Some Scripture will help to define faith better than I can. Probably the clearest such definition is in Hebrews 11:1: "Now faith is the assurance of things hoped for, the conviction of things not seen." This definition is in two parts:

The assurance of things hoped for: The Greek here is interesting in that the word for "assurance" is hypostasis, which is better known as the technical term later used in the Chalcedonian definition to describe the common divine "substance" shared among the Trinity. What is this theological term doing here? I'm not yet good enough at Greek to speak with confidence, but it seems to be emphasizing the present reality of the things still hoped for, at least in the mind of the believer. It means laying claim to future hopes as if they have already been realized. In the following examples we see that it roughly means trusting God with peace and full assurance for the fulfillment of His promises. Matthew Henry's commentary is insightful:
It is a firm persuasion and expectation that God will perform all that he has promised to us in Christ; and this persuasion is so strong that it gives the soul a kind of possession and present fruition of those things, gives them a subsistence in the soul, by the first-fruits and foretastes of them.
The conviction of things unseen: Echoing Jesus' words in John 20:29: "Blessed are those who have not seen and yet have believed." In other words, faith is the firmly established belief in something unseen. To the extent that we look to things we can see (or perceive) like our doctrines, emotional state, or past decisions to find our faith, we undermine it. These things will come in later, but not here. Faith looks beyond the visible to the invisible, to what we can't know for sure by any conventional means, and trusts in that. It may appear irrational, but in fact it completes what is lacking in mere rationality.

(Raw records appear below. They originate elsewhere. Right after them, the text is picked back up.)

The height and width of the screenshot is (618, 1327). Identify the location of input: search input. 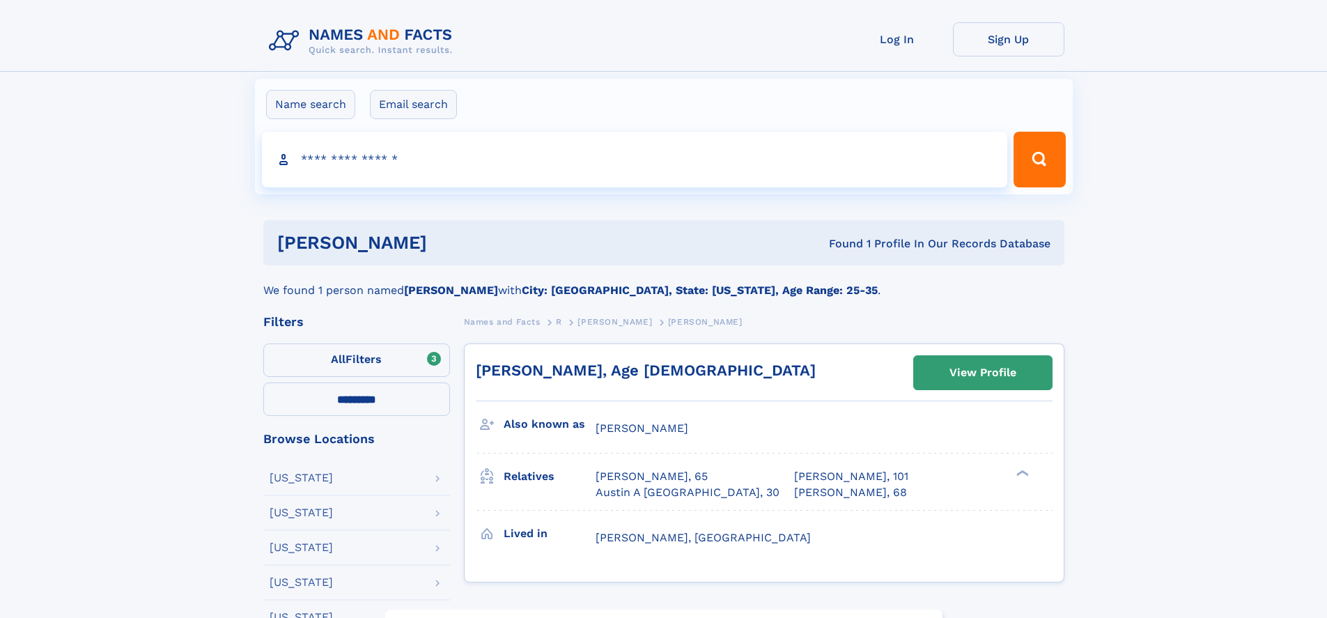
(634, 159).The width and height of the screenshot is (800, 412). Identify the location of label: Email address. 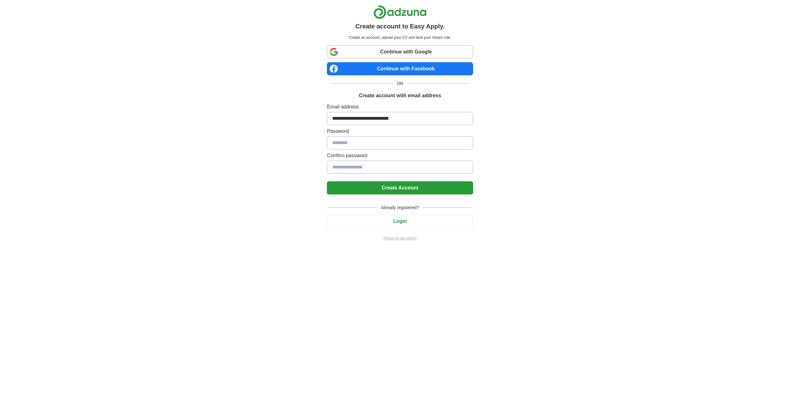
(400, 107).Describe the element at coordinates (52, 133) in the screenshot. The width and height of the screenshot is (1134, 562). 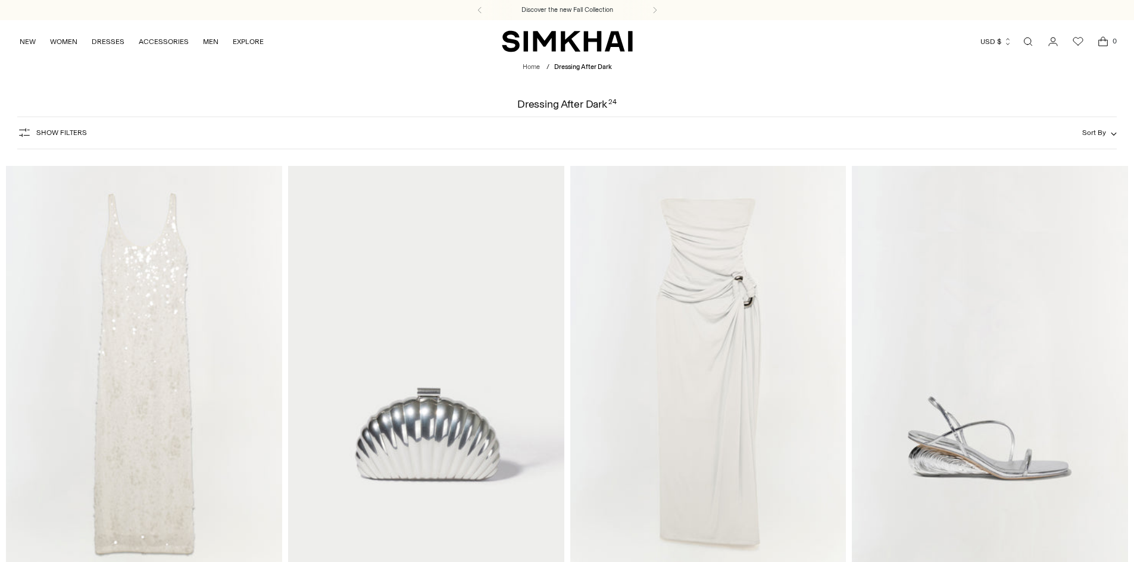
I see `button: Show Filters` at that location.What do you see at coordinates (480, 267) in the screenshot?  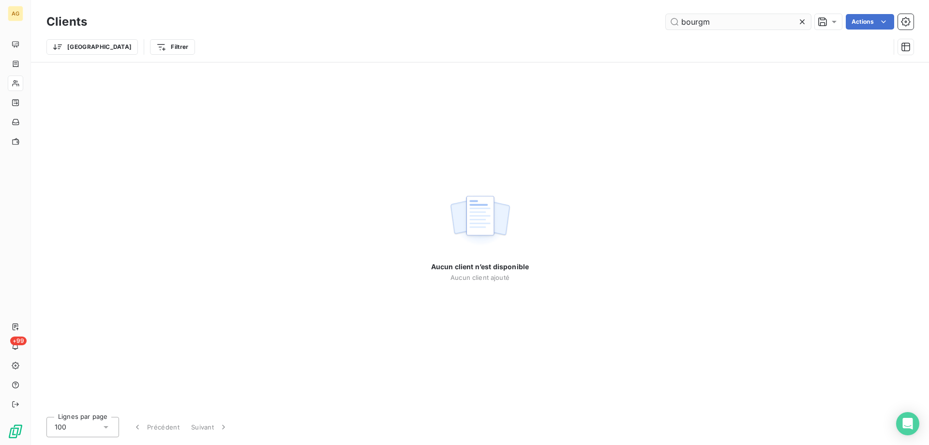 I see `span: Aucun client n’est disponible` at bounding box center [480, 267].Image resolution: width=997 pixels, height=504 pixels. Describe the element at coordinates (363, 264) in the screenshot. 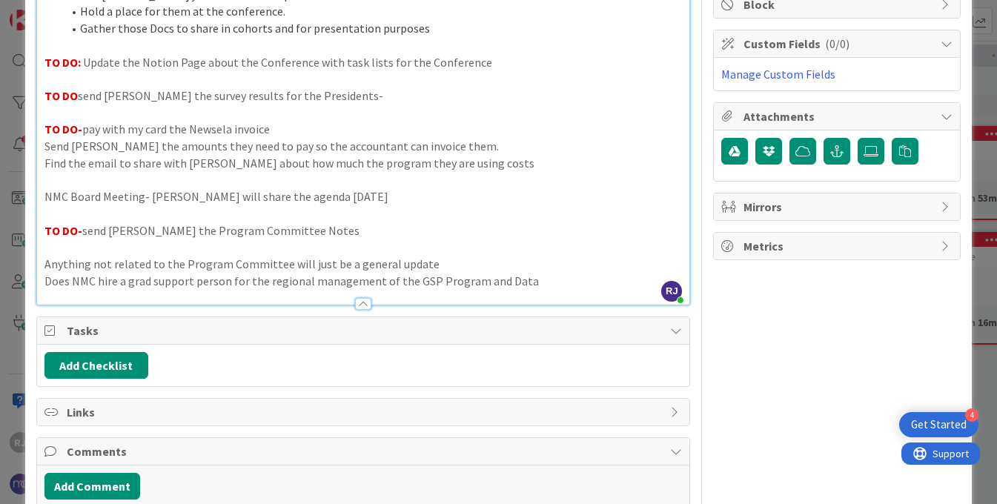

Two stories from my own experience might help show times when I experienced faith more authentic than the intellectual kind I tend towards. The first was on the 3rd of July, 2010, in an incident described here. That night, I was watching fireworks over the lake in Milwaukee with my summer project crew. I had previously been informed by another friend from Milwaukee that for the finale, the US Bank tower shot fireworks off its top. So I eagerly awaited this; during pauses, I knew the show couldn't be over because they hadn't shot off the US Bank tower. Unfortunately, this faith turned out to be misplaced and I went home disappointed. But my faith stayed strong against what I was seeing, until the very end.

The second one is my more recent struggle with, and triumph over, doubt. As unanswered questions made the teachings about God and the gospel I'd heard for so long seem increasingly unbelievable, I lost my faith—at least by the above standards. Christianity no longer made intellectual sense to me, and I wasn't really sure what, if any, doctrine I could believe. My peace and comfort as a believer were gone, replaced by a desperate sense of having them torn away by doubt. And because of this, the previous "decisions" I'd made for Christ seemed foolish or misguided.

And yet, somehow, I still trusted. Even though all these signs of belief were gone, I didn't despair, because I still felt confident that God would restore me somehow. And He did! (The answers He subsequently guided me to are most of what led to the current series of posts) But I had to lose all these things that we normally associate with faith to realize what it really was—"mere faith", if you will. Ironically, by realizing that faith was less than I used to think, I saw how it was far more powerful and crucial than I imagined.

Application: Which of these distortions of faith do you subscribe to? This simple definition of faith has deep implications, so it's easy to (like me) say you believe that faith is more than just an intellectual assent or what-have-you but not believe it consistently. Like many others, I still tend to think that if someone disagrees with me on a theological matter than I consider important, then their faith is false, or at least self-deluded. The perspective on faith I learned for myself, I don't consistently apply to others.